[1] Her work is influenced by her experiences of life in Colombia and is generally composed of commonplace items such as wooden furniture, clothing, concrete, grass, and rose petals.
[2] Salcedo's work gives form to pain, trauma, and loss, while creating space for individual and collective mourning.
She is married to Colombian novelist and sociologist Azriel Bibliowicz, whose work investigates the Jewish experience in Colombia.
In pieces such as Unland: The Orphan's Tunic from 1997 and the La Casa Viuda series from the early 1990s, Salcedo takes ordinary household items, such as a chair and table, and transforms them into memorials for victims of the Civil War in Colombia.
[4] In his book Present Pasts: Urban Palimpsests and the Politics of Memory, Andreas Huyssen dedicates a chapter to Salcedo and Unland: The Orphan's Tunic, presenting her work as “Memory Sculpture.” Huyssen offers a detailed description of the piece, a seemingly mundane table that, when considered closely, “captures the viewer's imagination in its unexpected, haunting visual and material presence.”[5] A seemingly everyday piece of furniture is in fact made of two destroyed tables joined and covered with a whitish veil of fabric, presumably the orphan's original tunic.
[4] During a conversation with Carlos Basualdo, Salcedo discusses her own approach to producing art: “The way that an artwork brings materials together is incredibly powerful.
Change takes place, as if the experience of the victim were reaching out…The sculpture presents the experience as something present- a reality that resounds within the silence of each human being that gazes upon it.”[7] Salcedo employs objects from the past, objects imbued with an important sense of history and, through these contemporary memory sculptures, illustrates the flow of time.
Noviembre 6 y 7 (2002) is a work commemorating the seventeenth anniversary of the violent seizing of the Supreme Court in Bogotá on November 6 and 7, 1985.
It took her over the course of 53 hours (the duration of the original siege) to place wooden chairs against the façade of the building being lowered from different points on its roof.
[9] In 2005, at the Castello di Rivoli, Salcedo reworked one of the institution's major rooms by extending the existing vaulted brick ceiling of the gallery.
[4] Salcedo is quoted saying "seeing these 1,550 wooden chairs piled high between two buildings in central Istanbul, I'm reminded of mass graves.
I'm just addressing experiences.” In 2007, four years after Salcedo's installation in Istanbul, another artist, Chinese dissident Ai Weiwei, used chairs to create a memory effect in his piece Fairytale.
In her piece old shoes, in pairs and singles, are encased behind sheets of translucent animal skin inside alcoves or niches in the gallery wall.
Salcedo is seeking not only to express the horror of violence but also to investigate the way people prevail in times of torture, repairing their physical and psychological wounds, as well as raising resistance and remembering those who are missing.
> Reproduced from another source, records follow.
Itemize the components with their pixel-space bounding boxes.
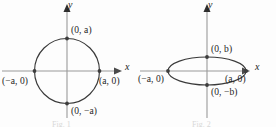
point-label-bottom: (0, −b) bbox=[211, 88, 238, 98]
point-left-dot bbox=[33, 69, 37, 73]
point-label-right: (a, 0) bbox=[99, 77, 120, 87]
point-top-dot bbox=[65, 37, 69, 41]
y-axis-label: y bbox=[68, 0, 73, 10]
figure-caption: Fig. 1 bbox=[52, 121, 71, 127]
point-label-top: (0, a) bbox=[71, 26, 92, 36]
y-axis-label: y bbox=[208, 0, 213, 10]
figure-ellipse: y x (0, b) (−a, 0) (a, 0) (0, −b) Fig. 2 bbox=[138, 0, 276, 127]
point-label-right: (a, 0) bbox=[225, 75, 246, 85]
point-bottom-dot bbox=[65, 102, 69, 106]
point-left-dot bbox=[166, 69, 170, 73]
figure-caption: Fig. 2 bbox=[192, 121, 211, 127]
point-top-dot bbox=[205, 55, 209, 59]
figure-circle: y x (0, a) (−a, 0) (a, 0) (0, −a) Fig. 1 bbox=[0, 0, 138, 127]
figure-panel: y x (0, a) (−a, 0) (a, 0) (0, −a) Fig. 1… bbox=[0, 0, 276, 127]
point-bottom-dot bbox=[205, 83, 209, 87]
point-label-left: (−a, 0) bbox=[2, 77, 28, 87]
point-label-bottom: (0, −a) bbox=[71, 107, 97, 117]
point-label-left: (−a, 0) bbox=[138, 75, 164, 85]
circle-graph-svg bbox=[0, 0, 138, 127]
point-label-top: (0, b) bbox=[211, 45, 232, 55]
x-axis-label: x bbox=[125, 62, 130, 72]
point-right-dot bbox=[98, 69, 102, 73]
x-axis-arrowhead-icon bbox=[114, 68, 122, 75]
point-right-dot bbox=[244, 69, 248, 73]
x-axis-label: x bbox=[255, 62, 260, 72]
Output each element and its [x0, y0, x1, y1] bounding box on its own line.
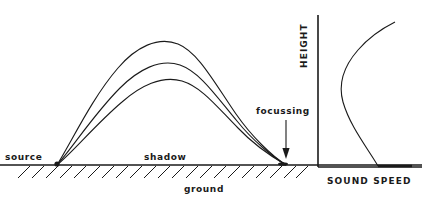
ground-hatching	[18, 166, 308, 178]
focussing-label: focussing	[256, 106, 310, 116]
focussing-arrow	[282, 120, 289, 159]
sound-speed-profile-curve	[341, 22, 395, 166]
shadow-label: shadow	[144, 152, 186, 162]
acoustic-ray-diagram: source shadow ground focussing HEIGHT SO…	[0, 0, 422, 205]
ground-label: ground	[184, 184, 224, 194]
focus-point-marker	[278, 162, 288, 166]
diagram-canvas	[0, 0, 422, 205]
height-axis-label: HEIGHT	[299, 23, 309, 68]
source-label: source	[5, 152, 42, 162]
sound-speed-axis-label: SOUND SPEED	[327, 176, 412, 186]
ray-path-upper	[57, 41, 286, 165]
source-point-marker	[54, 161, 59, 166]
ray-path-middle	[57, 63, 286, 165]
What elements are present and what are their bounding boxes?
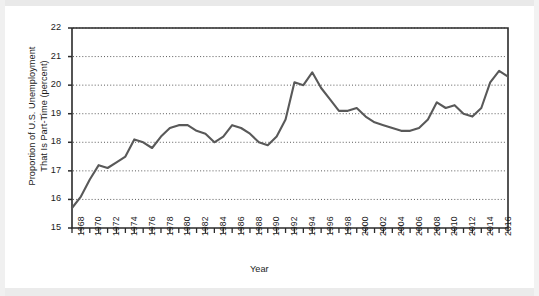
x-tick-label: 2014 [485, 216, 495, 236]
x-tick-label: 2010 [449, 216, 459, 236]
axis-frame [72, 28, 508, 228]
data-series-line [72, 71, 508, 208]
x-tick-label: 1984 [218, 216, 228, 236]
x-tick-label: 1990 [271, 216, 281, 236]
x-tick-label: 1974 [129, 216, 139, 236]
x-tick-label: 1998 [343, 216, 353, 236]
y-tick-label: 21 [41, 51, 61, 61]
x-tick-label: 2012 [467, 216, 477, 236]
y-tick-label: 18 [41, 136, 61, 146]
y-tick-label: 16 [41, 193, 61, 203]
x-tick-label: 2002 [378, 216, 388, 236]
x-tick-label: 1982 [200, 216, 210, 236]
y-tick-label: 22 [41, 22, 61, 32]
x-tick-label: 1972 [111, 216, 121, 236]
x-tick-label: 1980 [182, 216, 192, 236]
x-tick-label: 2006 [414, 216, 424, 236]
x-tick-label: 2008 [432, 216, 442, 236]
x-tick-label: 1996 [325, 216, 335, 236]
x-tick-label: 2004 [396, 216, 406, 236]
y-tick-label: 17 [41, 165, 61, 175]
x-tick-label: 2000 [360, 216, 370, 236]
figure-canvas: Proportion of U.S. Unemployment That Is … [0, 0, 539, 296]
x-tick-label: 1986 [236, 216, 246, 236]
y-tick-label: 19 [41, 108, 61, 118]
x-tick-label: 1994 [307, 216, 317, 236]
x-tick-label: 2016 [503, 216, 513, 236]
y-tick-label: 20 [41, 79, 61, 89]
x-tick-label: 1988 [254, 216, 264, 236]
x-tick-label: 1970 [93, 216, 103, 236]
gridlines-group [73, 28, 507, 199]
x-tick-label: 1978 [165, 216, 175, 236]
x-tick-label: 1992 [289, 216, 299, 236]
y-tick-label: 15 [41, 222, 61, 232]
line-chart-plot [0, 0, 539, 296]
x-tick-label: 1976 [147, 216, 157, 236]
x-tick-label: 1968 [76, 216, 86, 236]
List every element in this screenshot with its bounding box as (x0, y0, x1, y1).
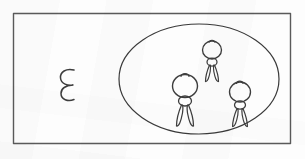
figure-leg-left (233, 109, 239, 127)
stick-figure-right (230, 81, 251, 126)
figure-head (203, 41, 222, 59)
stick-figure-upper (203, 40, 222, 81)
sketch-canvas (0, 0, 305, 159)
oval-enclosure (119, 24, 279, 134)
figure-leg-right (213, 65, 218, 82)
stick-figure-center (173, 74, 198, 127)
figure-leg-right (187, 105, 193, 126)
figure-leg-left (177, 105, 183, 126)
lone-squiggle-figure (60, 69, 74, 100)
figure-head (230, 82, 251, 102)
figure-leg-left (206, 65, 211, 82)
sketch-drawing (0, 0, 305, 159)
figure-head (173, 75, 198, 98)
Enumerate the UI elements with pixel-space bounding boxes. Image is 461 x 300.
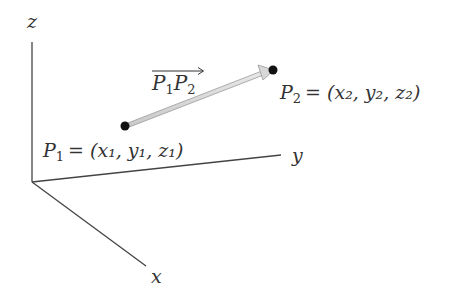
vector-arrow: [124, 65, 274, 129]
point-p1-label: P1= (x₁, y₁, z₁): [42, 139, 183, 164]
x-axis: [32, 182, 146, 266]
point-p2-label: P2= (x₂, y₂, z₂): [279, 81, 420, 106]
svg-text:P1P2: P1P2: [151, 71, 196, 97]
y-axis-label: y: [291, 144, 303, 166]
point-p2: [269, 66, 278, 75]
vector-label: P1P2: [151, 68, 204, 98]
x-axis-label: x: [151, 265, 162, 287]
point-p1: [121, 122, 130, 131]
diagram-canvas: z y x P1P2 P1= (x₁, y₁, z₁) P2= (x₂, y₂,…: [0, 0, 461, 300]
z-axis-label: z: [26, 10, 38, 32]
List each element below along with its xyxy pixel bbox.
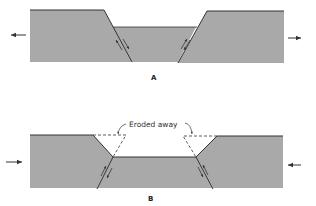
left-block-a (30, 10, 132, 62)
leader-left (118, 124, 126, 134)
panel-a: A (11, 10, 301, 82)
middle-block-b (97, 157, 213, 188)
leader-right (185, 123, 192, 134)
right-block-a (178, 11, 284, 63)
panel-label-b: B (148, 195, 153, 203)
eroded-away-label: Eroded away (129, 120, 178, 129)
fault-diagram: A Eroded away B (0, 0, 316, 206)
panel-label-a: A (151, 74, 157, 82)
panel-b: Eroded away B (6, 120, 301, 203)
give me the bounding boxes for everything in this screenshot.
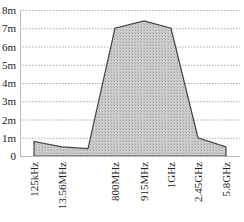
y-tick-label: 6m: [2, 41, 17, 53]
x-tick-label: 125kHz: [28, 162, 40, 197]
x-tick-label: 1GHz: [165, 162, 177, 188]
y-tick-label: 3m: [2, 95, 17, 107]
x-tick-label: 5.8GHz: [220, 162, 232, 197]
x-tick-label: 915MHz: [138, 162, 150, 201]
y-tick-label: 2m: [2, 114, 17, 126]
x-tick-label: 2.45GHz: [192, 162, 204, 202]
x-tick-label: 800MHz: [109, 162, 121, 201]
data-area: [34, 21, 226, 156]
y-tick-label: 8m: [2, 4, 17, 16]
area-chart: 01m2m3m4m5m6m7m8m 125kHz13.56MHz800MHz91…: [0, 0, 244, 222]
y-tick-label: 0: [11, 150, 17, 162]
y-tick-label: 5m: [2, 59, 17, 71]
x-tick-label: 13.56MHz: [56, 162, 68, 209]
y-tick-label: 7m: [2, 22, 17, 34]
y-axis-ticks: 01m2m3m4m5m6m7m8m: [2, 4, 17, 162]
y-tick-label: 4m: [2, 77, 17, 89]
y-tick-label: 1m: [2, 132, 17, 144]
x-axis-ticks: 125kHz13.56MHz800MHz915MHz1GHz2.45GHz5.8…: [28, 162, 232, 209]
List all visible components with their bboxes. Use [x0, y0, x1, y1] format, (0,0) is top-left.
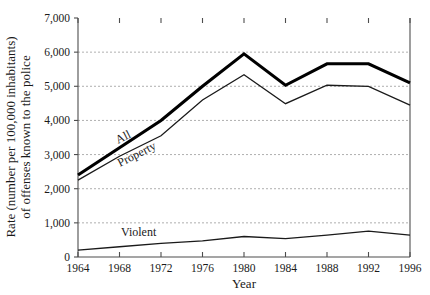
x-tick-label: 1968 [108, 262, 131, 274]
x-tick-label: 1988 [316, 262, 339, 274]
x-tick-label: 1996 [399, 262, 422, 274]
y-tick-label: 3,000 [44, 149, 70, 162]
y-axis-ticks: 01,0002,0003,0004,0005,0006,0007,000 [44, 12, 78, 263]
series-label-all: All [113, 127, 134, 147]
x-tick-label: 1976 [191, 262, 214, 274]
x-tick-label: 1984 [274, 262, 297, 274]
x-axis-title: Year [232, 276, 257, 291]
series-inline-labels: All Property Violent [113, 127, 158, 239]
y-tick-label: 4,000 [44, 114, 70, 127]
y-tick-label: 5,000 [44, 80, 70, 93]
x-tick-label: 1980 [233, 262, 256, 274]
y-tick-label: 2,000 [44, 183, 70, 196]
x-tick-label: 1964 [67, 262, 90, 274]
series-label-violent: Violent [121, 225, 157, 239]
x-tick-label: 1972 [150, 262, 173, 274]
y-axis-title-line1: Rate (number per 100,000 inhabitants) [3, 36, 18, 237]
chart-canvas: 01,0002,0003,0004,0005,0006,0007,000 196… [0, 0, 430, 295]
y-axis-title-line2: of offenses known to the police [18, 55, 33, 219]
y-tick-label: 1,000 [44, 217, 70, 230]
crime-rate-line-chart: 01,0002,0003,0004,0005,0006,0007,000 196… [0, 0, 430, 295]
x-tick-label: 1992 [357, 262, 380, 274]
y-tick-label: 6,000 [44, 46, 70, 59]
y-tick-label: 7,000 [44, 12, 70, 25]
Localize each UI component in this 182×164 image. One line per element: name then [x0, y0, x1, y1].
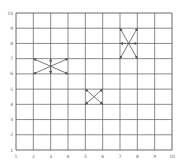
- arrow: [94, 89, 103, 97]
- y-tick-label: 5: [10, 87, 13, 92]
- arrow: [120, 28, 129, 43]
- x-axis-ticks: 12345678910: [15, 154, 175, 159]
- x-tick-label: 9: [153, 154, 156, 159]
- y-tick-label: 10: [7, 11, 13, 16]
- y-tick-label: 6: [10, 71, 13, 76]
- y-tick-label: 7: [10, 56, 13, 61]
- y-tick-label: 8: [10, 41, 13, 46]
- x-tick-label: 3: [49, 154, 52, 159]
- x-tick-label: 8: [136, 154, 139, 159]
- arrow: [120, 43, 129, 58]
- vector-diagram: 12345678910 12345678910: [0, 0, 182, 164]
- arrow: [33, 59, 50, 67]
- y-tick-label: 3: [10, 117, 13, 122]
- arrow: [51, 59, 68, 67]
- arrow: [85, 97, 94, 105]
- x-tick-label: 1: [15, 154, 18, 159]
- y-tick-label: 9: [10, 26, 13, 31]
- x-tick-label: 7: [119, 154, 122, 159]
- middle-group: [85, 89, 102, 104]
- arrow: [129, 43, 138, 58]
- x-tick-label: 2: [32, 154, 35, 159]
- arrow: [94, 97, 103, 105]
- arrow: [85, 89, 94, 97]
- arrow: [129, 28, 138, 43]
- y-tick-label: 4: [10, 102, 13, 107]
- y-tick-label: 2: [10, 132, 13, 137]
- arrow: [51, 66, 68, 74]
- x-tick-label: 4: [67, 154, 70, 159]
- x-tick-label: 10: [169, 154, 175, 159]
- arrow: [33, 66, 50, 74]
- left-group: [33, 59, 68, 74]
- y-axis-ticks: 12345678910: [7, 11, 13, 153]
- right-group: [120, 28, 137, 58]
- grid-lines: [16, 13, 172, 150]
- y-tick-label: 1: [10, 148, 13, 153]
- x-tick-label: 5: [84, 154, 87, 159]
- x-tick-label: 6: [101, 154, 104, 159]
Rather than fill Turbine Hall with an installation, she opened up a subterranean wound in the floor that stretched the entire length of the former power station.
The concrete walls of the crevice were ruptured by a steel mesh fence, creating a tension between elements that resisted each other and at the same time depended on one another.
[25] Salcedo created the piece in 2013, working with rose petals and thread as her materials; A Flor de Piel was acquired by the Harvard Art Museums in 2014.
[25] Plegaria Muda is a series of sculptures, each composed of two hand-crafted tables, which are approximately the same shape and size of a coffin.
[26] Since 1988 Salcedo has interviewed people whose relatives have been "disappeared" by presumably order of the military associated with Colombia's civil war and illegal drug trade.
I have come to the conclusion that the industrial prison system in the United States has many of these elements, where people, for really no reason, for possession of marijuana or things like that are going to jail, where some minor crimes have become felonies.
The idea of having a large portion of the population excluded from civil rights, from many, many possibilities, implies that you have people that can almost be considered socially dead.